I have a black thumb, and I have ended up killing every plant I've ever tried to own. I even accidently "watered" my cilantro plant with Dr Pepper one day. So the irony of the vision God gave me a while back was not lost on me.
The garden was about 20 feet by 20 feet with a short blue picket fence around it. Chicken wire meticulously wove in and out of the pickets to prevent rabbits and other varmint from infiltrating the perimeter. Honeysuckles and ivy grew along the green wall of a small garden shed with bright white trim that sat on the northern border of the garden. Fragrant magnolias and lantanas grew along the pickets, while honeysuckles, violets, hibiscus, hydrangeas, daisies, tulips, chrysanthemums and other vibrant flowers filled out the spaces in between.
Every day, I tended to my garden. A weed never had a chance to grow in my garden. When I built the garden, landscape fabric had been laid under fresh soil. I would tend the underbrush and look for weeds or insects that could harm the plants. It had been a lot of work to get my garden to the lush beauty it was, but I found it much easier to tend once I had done the backbreaking work of tilling, weeding and planting.
Then one day, I saw the garden of the man who was to be my husband. His garden was just as beautiful as mine. Fragrant roses and calla lilies; orchids and carnations. From my vantage point, it looked like he had spent an inordinate amount of time tending his garden, just as I had. So we decided to join our gardens.
Our two gardens became one big garden, and upon further inspection, I saw that his garden was indeed not a weedless, immaculate garden as I was led to believe. There were weeds in the undergrowth, holes in the fence, and insects infesting the soil, and some of the flowers weren't planted in the garden at all, but deceptively sitting on top of the soil unplanted.
"That's ok, we can get this whole garden in tip-top shape together," I thought. I had done it before with my own garden, so we could do it together for our one big garden. We were married, after all, so I fully expected us to tend our big garden together. Except he didn't. He stopped tending his part of the garden completely. He expected me to tend the entire thing while he played video games and hung out around the house. I wasn't capable of tending a garden that large on my own.
Soon the weeds growing in his garden overtook my garden. The beautiful lantanas and tulips were soon choked out by the weeds. The rabbits and rats gnawed into the fence and wreaked havoc on the flowers. The beautiful garden I had painstakingly cultivated now sat in ruins. And there was little I could do to fix it on my own.
After goading him to help me, my husband was put out that I didn't tend the garden to his standards, even though it was a two-person job. He had seen how beautifully cultivated my garden was, and he wanted his garden to be that immaculate--he just didn't want to do any of the work himself. So he left. He took his garden and moved on.
He left me devastated. My beautiful garden ripped to pieces. How could this happen? How did I allow this to happen to me? After all the work I had put in to my garden, it was wilted and rotten. Proverbs 4:23 came to mind, "Above all else, guard your heart, for everything you do flows from it." God showed me that my heart is that garden. I can cultivate it, I can water and feed it, I can tend it every day--but if I don't guard it and keep out those who may wish to do me harm, it will come to ruin. I should have been more discriminating. I should have asked more questions. I should have examined his garden more closely. I should have inspected the soil, the roots, the plants.
So I set about the arduous task of fixing my garden. But this time, I knew exactly what to do to repair it because I had done it before. Not that it made it easier to till the soil and replant the flowers, but I knew what the end result would be, and I now know how to guard my garden.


• [WHAT THE EXERCISE ASKS] In the listing below, locate the lines that hold the string "učení". Copy those lines.

• [DATASET RECORDS]
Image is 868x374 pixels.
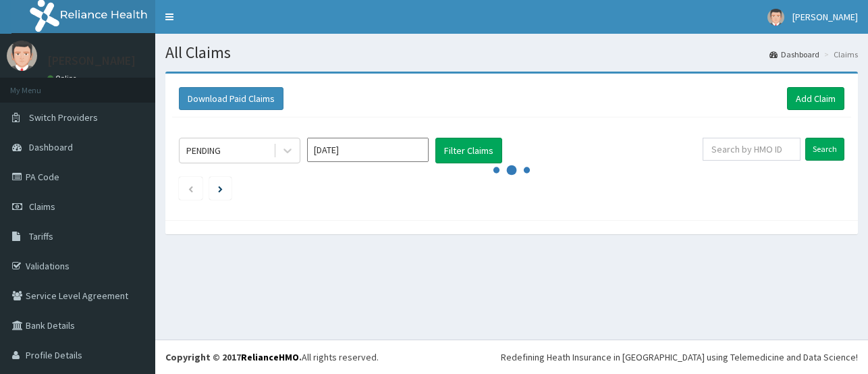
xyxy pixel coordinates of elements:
[770,49,819,60] a: Dashboard
[307,138,429,162] input: Select Month and Year
[820,49,858,60] li: Claims
[793,11,858,23] span: [PERSON_NAME]
[501,350,858,364] div: Redefining Heath Insurance in [GEOGRAPHIC_DATA] using Telemedicine and Data Science!
[165,351,301,363] strong: Copyright © 2017 .
[767,9,784,26] img: User Image
[186,143,220,157] div: PENDING
[187,182,194,195] a: Previous page
[6,40,37,71] img: User Image
[47,74,80,83] a: Online
[241,351,299,363] a: RelianceHMO
[29,142,73,153] span: Dashboard
[29,200,55,212] span: Claims
[165,44,858,62] h1: All Claims
[491,150,532,190] svg: audio-loading
[29,231,53,243] span: Tariffs
[805,138,844,161] input: Search
[47,55,136,67] p: [PERSON_NAME]
[703,138,800,161] input: Search by HMO ID
[155,340,868,374] footer: All rights reserved.
[29,111,98,123] span: Switch Providers
[435,138,502,164] button: Filter Claims
[787,87,844,110] a: Add Claim
[218,182,222,195] a: Next page
[179,87,284,110] button: Download Paid Claims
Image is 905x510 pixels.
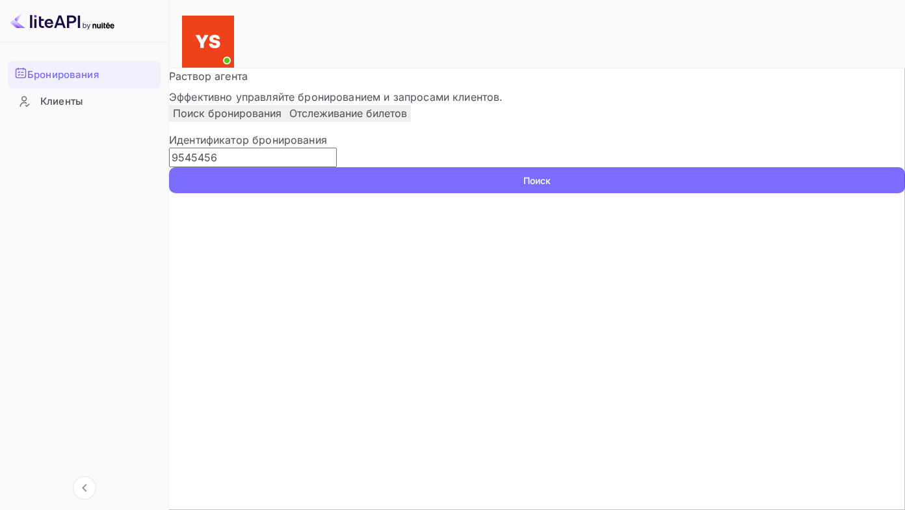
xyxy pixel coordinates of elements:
[173,107,282,120] ya-tr-span: Поиск бронирования
[169,90,503,103] ya-tr-span: Эффективно управляйте бронированием и запросами клиентов.
[10,10,114,31] img: Логотип LiteAPI
[8,61,161,88] div: Бронирования
[289,107,407,120] ya-tr-span: Отслеживание билетов
[169,70,248,83] ya-tr-span: Раствор агента
[523,174,551,187] ya-tr-span: Поиск
[27,68,99,83] ya-tr-span: Бронирования
[73,476,96,499] button: Свернуть навигацию
[169,148,337,167] input: Введите идентификатор бронирования (например, 63782194)
[8,89,161,114] div: Клиенты
[40,94,83,109] ya-tr-span: Клиенты
[8,61,161,87] a: Бронирования
[8,89,161,113] a: Клиенты
[169,133,327,146] ya-tr-span: Идентификатор бронирования
[182,16,234,68] img: Служба Поддержки Яндекса
[169,167,905,193] button: Поиск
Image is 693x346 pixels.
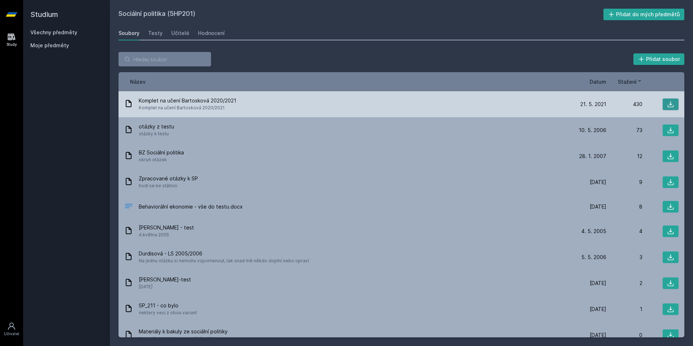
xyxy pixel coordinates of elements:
a: Učitelé [171,26,189,40]
span: Materiály k bakuly ze sociální politiky [139,335,228,343]
a: Uživatel [1,319,22,341]
div: Study [7,42,17,47]
span: 5. 5. 2006 [581,254,606,261]
div: 4 [606,228,642,235]
span: [DATE] [139,283,191,291]
h2: Sociální politika (5HP201) [118,9,603,20]
input: Hledej soubor [118,52,211,66]
button: Přidat do mých předmětů [603,9,684,20]
span: Stažení [618,78,636,86]
div: Hodnocení [198,30,225,37]
span: Materiály k bakuly ze sociální politiky [139,328,228,335]
span: 28. 1. 2007 [579,153,606,160]
button: Stažení [618,78,642,86]
div: 8 [606,203,642,211]
span: [PERSON_NAME]-test [139,276,191,283]
span: 4. 5. 2005 [581,228,606,235]
button: Název [130,78,146,86]
span: [DATE] [589,332,606,339]
span: 21. 5. 2021 [580,101,606,108]
span: Komplet na učení Bartosková 2020/2021 [139,104,236,112]
div: 1 [606,306,642,313]
span: Komplet na učení Bartosková 2020/2021 [139,97,236,104]
a: Hodnocení [198,26,225,40]
span: Durdisová - LS 2005/2006 [139,250,309,257]
div: 430 [606,101,642,108]
button: Přidat soubor [633,53,684,65]
div: 9 [606,179,642,186]
div: Soubory [118,30,139,37]
div: Testy [148,30,163,37]
span: [DATE] [589,280,606,287]
span: 4.května 2005 [139,231,194,239]
span: [DATE] [589,306,606,313]
div: 3 [606,254,642,261]
div: DOCX [124,202,133,212]
span: Behaviorální ekonomie - vše do testu.docx [139,203,243,211]
a: Všechny předměty [30,29,77,35]
span: 10. 5. 2006 [579,127,606,134]
span: Moje předměty [30,42,69,49]
a: Study [1,29,22,51]
span: [DATE] [589,179,606,186]
span: BZ Sociální politika [139,149,184,156]
span: [DATE] [589,203,606,211]
span: nektery veci z obou variant [139,309,197,317]
div: Učitelé [171,30,189,37]
button: Datum [589,78,606,86]
span: Na jednu otázku si nemohu vzpomenout, tak snad mě někdo doplní nebo opraví [139,257,309,265]
div: 0 [606,332,642,339]
span: otázky z testu [139,123,174,130]
div: 73 [606,127,642,134]
div: 2 [606,280,642,287]
div: 12 [606,153,642,160]
a: Soubory [118,26,139,40]
a: Testy [148,26,163,40]
span: okruh otázek [139,156,184,164]
span: SP_211 - co bylo [139,302,197,309]
span: hodí se ke státnici [139,182,198,190]
span: [PERSON_NAME] - test [139,224,194,231]
span: Zpracované otázky k SP [139,175,198,182]
div: Uživatel [4,332,19,337]
span: otázky k testu [139,130,174,138]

• [SOLUTION TO THE EXERCISE]
span: Komplet na učení Bartosková 2020/2021 [139,104,236,112]
span: Komplet na učení Bartosková 2020/2021 [139,97,236,104]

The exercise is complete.